I was at Mobilize 2010 yesterday. Fantastic event! Congrats to the whole GigaOm team, great job. Here’s some of the stuff that really stuck out for me:
- The characterization of the panel that Liz lays out is pretty fair, there was definitely a divide between folks who thought that NFC would have an impact and those who thought it was just an expensive stepping stone. Osama from PayPal, summed up the issue as “revamping point of sale vs eliminating it completely”. He stressed that with real world objects being increasingly networked there’s not necessarily a need to have a point of sale. Just indicate you want something right there in the aisle, which flips a bit somewhere indicating a given bit of merchandise is allowed through the doors without setting off an alarm. Smart, and a logical extension of the kind of “Internet of Things” discussions we frequently have.
- Geoff from Mastercard said that they’re working on enabling mobile transactions for unbanked users via Banknet, which sounded awesomely interesting. However, I can’t dig up any info about that effort.
- Geoff also spoke about incentives and coupons getting evaluated and redeemed right along with purchase, so I have to assume that the Mastercard world of mobile transactions sees the consolidation of folks like Groupon into payments instead of leaving them distinct.
- David from Zong was one of the folks who thought that the real value of mobile payments didn’t lie with revamping POS, he said that the value would come from offers, additional CRM hookups, and being able to tie into social networks.
- I think the choicest quote from the session was actually Ilja from GetJar: “An app is just an icon. If it’s a web app or a native app makes a difference to the technologists, but consumers don’t care.”
- Jay from Mozilla also made a fantastic point that I’ve been pulling at for a while, that what we normally lump together in the web apps vs. native apps argument around the technologies used to implement applications isn’t really the interesting discussion. The more important issues lie with distribution, monetization, search, and ratings. If Apple allowed web apps in the app store we might divide up the argument differently.
- Michael from Sencha made an interesting point in that he assumed web apps were going to start replacing native apps in the enterprise before the consumer space. He said the desire to avoid device lockin and keep developer productivity high would push enterprises toward the web. Interesting. I always assumed that the need to go cross-platform would push consumer services to the web. But because consumer apps would also give up a bunch of their existing distribution channel in doing so, I can see where he’s coming from. The reasons for not going web currently are distribution and monetization, and in the enterprise you don’t have those concerns. Good point.
- Krishna pointed out that if the browser is the entire OS then the distinction between native and web goes away. I’m sure the folks working on WebOS at Palm would agree.
- Mike from ThingM laid out some pretty concise points. Anyone familiar with the concept of ubiquitous computing will find a lot of them familiar, but Mike put them into a great overall framework. He was urging folks to stop thinking in terms of individual apps or particular devices in the generic sense – but to think about services and how objects in the physical world can become the interfaces to those services. Don’t think of a camera as a device for taking pictures, but as a peripheral for Flickr.
- The overall argument was deriving from the reduced cost of adding computing. When it’s expensive to add computing to a device you only have a few devices that include computing, those devices need to be generic because they need to fill all the different roles. However, with computing getting less expensive now you can sprinkle it around as necessary, and make each instance of the tech more focused and differentiated. Most people just say “when computing gets cheap enough we might as well add it to everything”, this take of allowing the installations to move from generic to specific is a pretty significant twist on motivations, and a much more compelling framework.
There was actually a ton of additional interesting conversation, but I’m running up against my allotment of allowed blogging time for today. Diving through the tweets for #mobilize and #mobilizeconf should turn up some interesting stuff. Like Om asking why Nokia feels it’s necessary to buy developer love with millions of dollars in contest money instead of just building fantastic product the way Apple has, or the folks from Evri saying that apps effectively boil down to filters and that launching an app should be thought of as a search. Hopefully some of that stuff is out there tweeted, if not I’ll try to dig up some extra time this weekend to get some of it down.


- **Work to complete**: Each entry is to be retyped exactly as it appears. Leave the images out.
··········
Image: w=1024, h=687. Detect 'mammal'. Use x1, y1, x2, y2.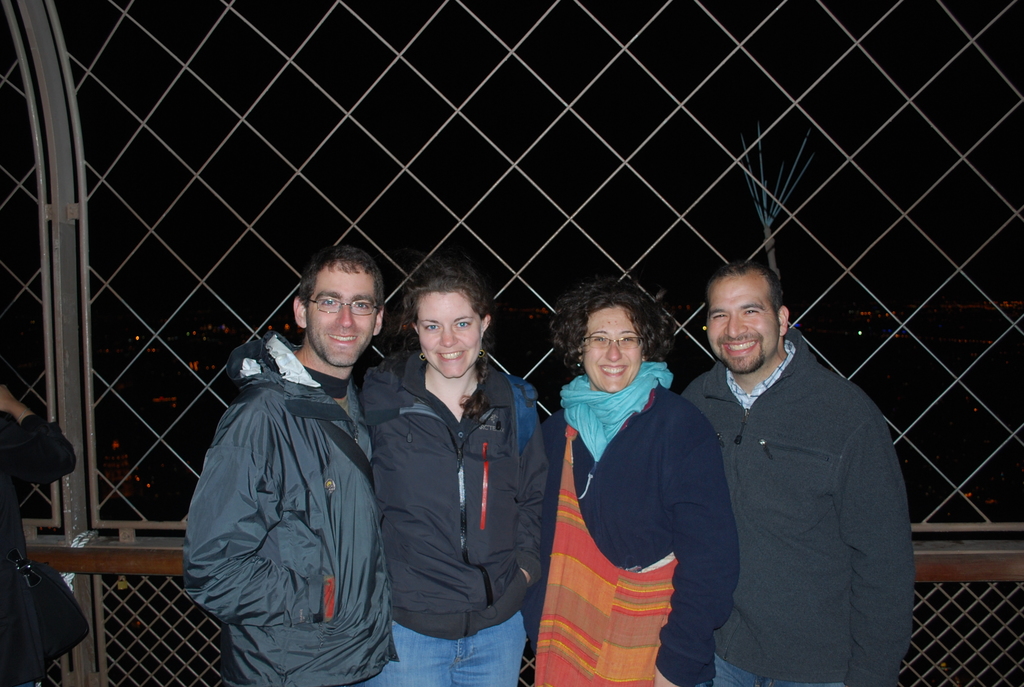
681, 259, 915, 686.
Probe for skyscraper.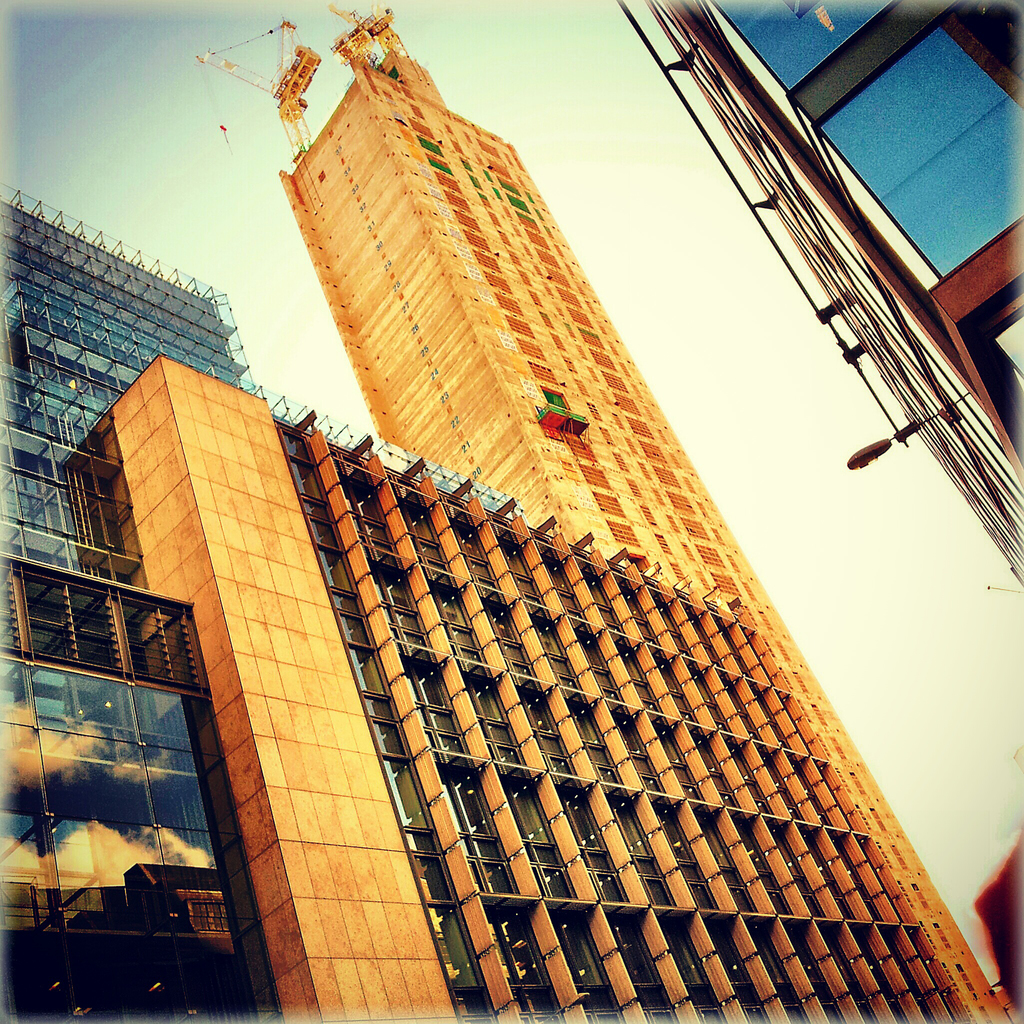
Probe result: detection(182, 74, 864, 836).
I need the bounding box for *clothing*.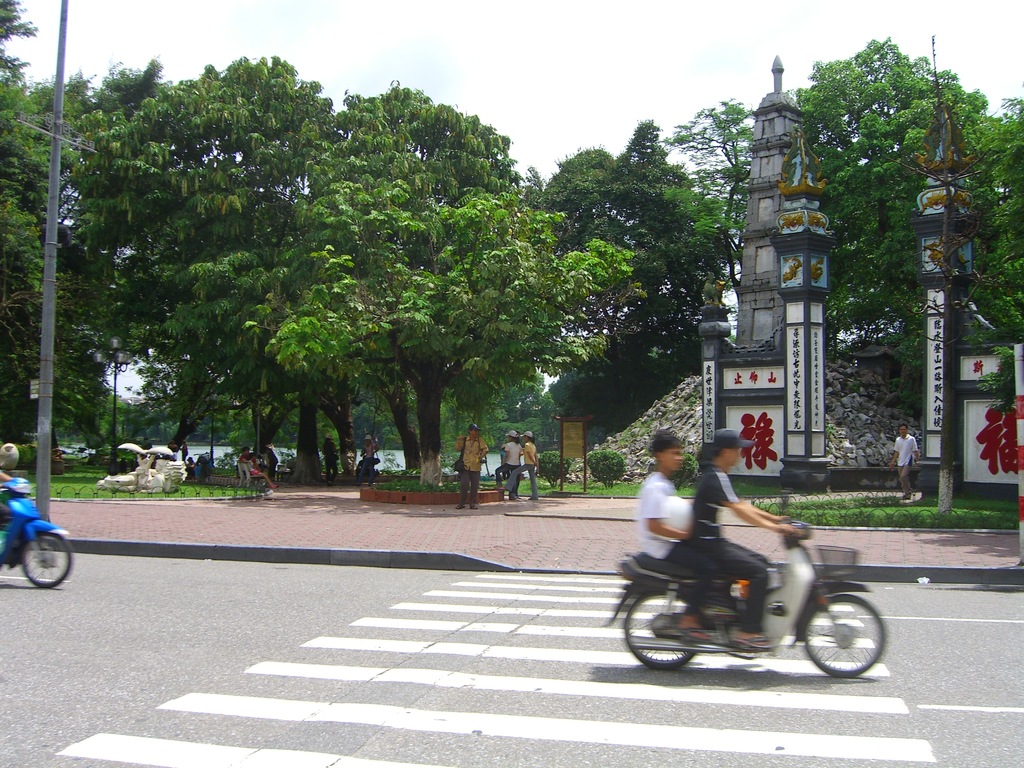
Here it is: BBox(640, 466, 723, 575).
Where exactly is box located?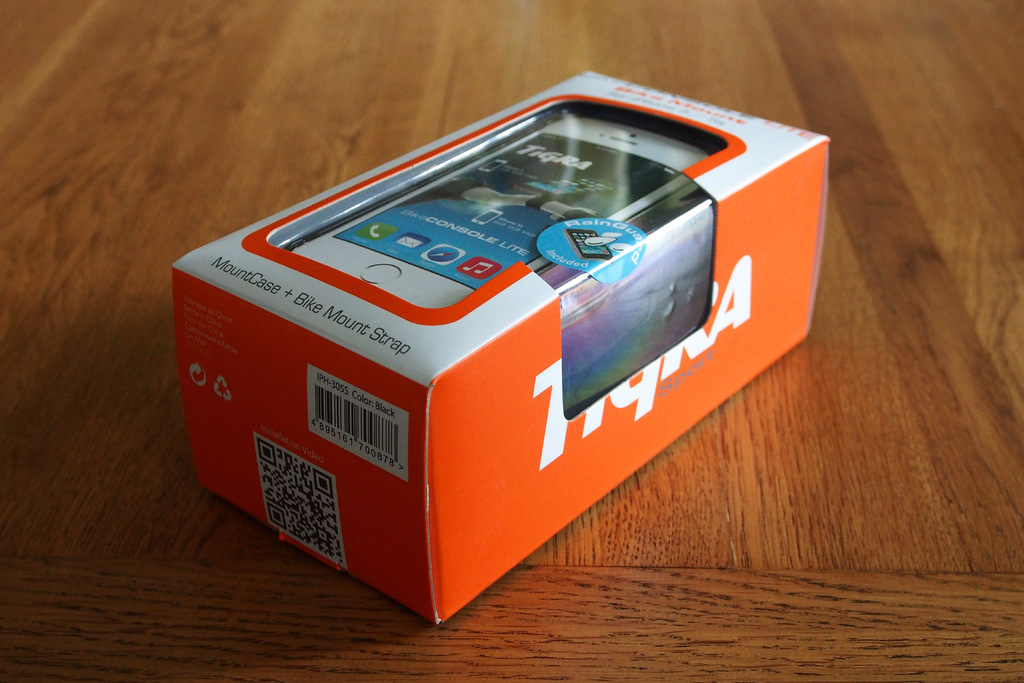
Its bounding box is (169,69,828,620).
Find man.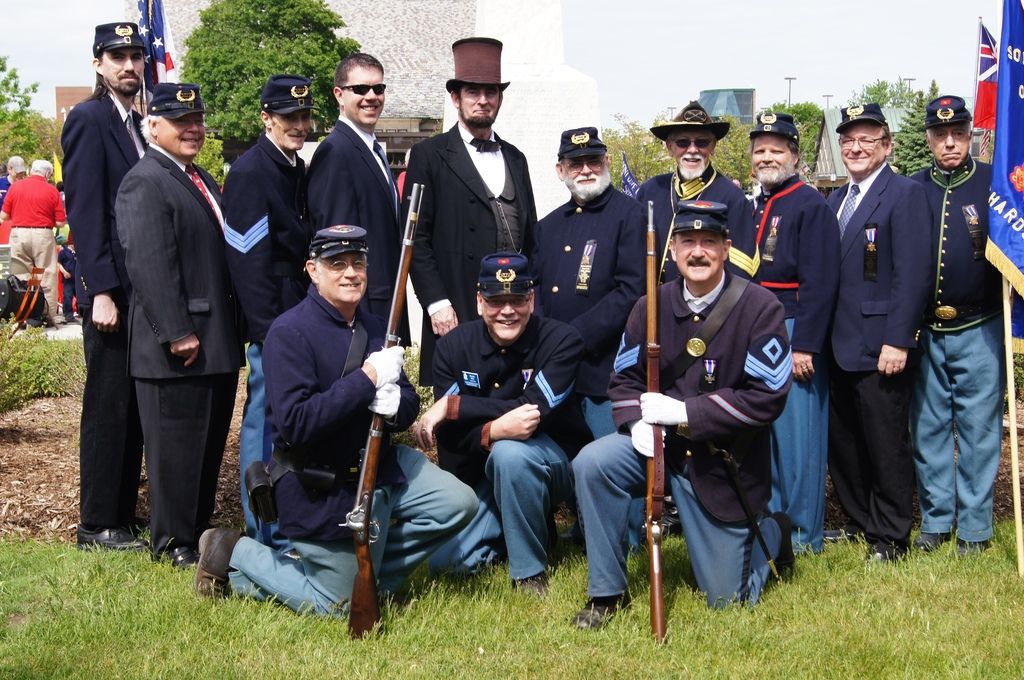
59,16,144,554.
··········
- **Result for this exercise**:
Image: w=1024, h=687. Detect 'mammal'. Use x1, y1, x2, y2.
681, 259, 915, 686.
Probe for skyscraper.
Probe result: detection(182, 74, 864, 836).
I need the bounding box for *clothing*.
Here it is: BBox(640, 466, 723, 575).
Where exactly is box located?
Its bounding box is (169,69,828,620).
Find man.
59,16,144,554.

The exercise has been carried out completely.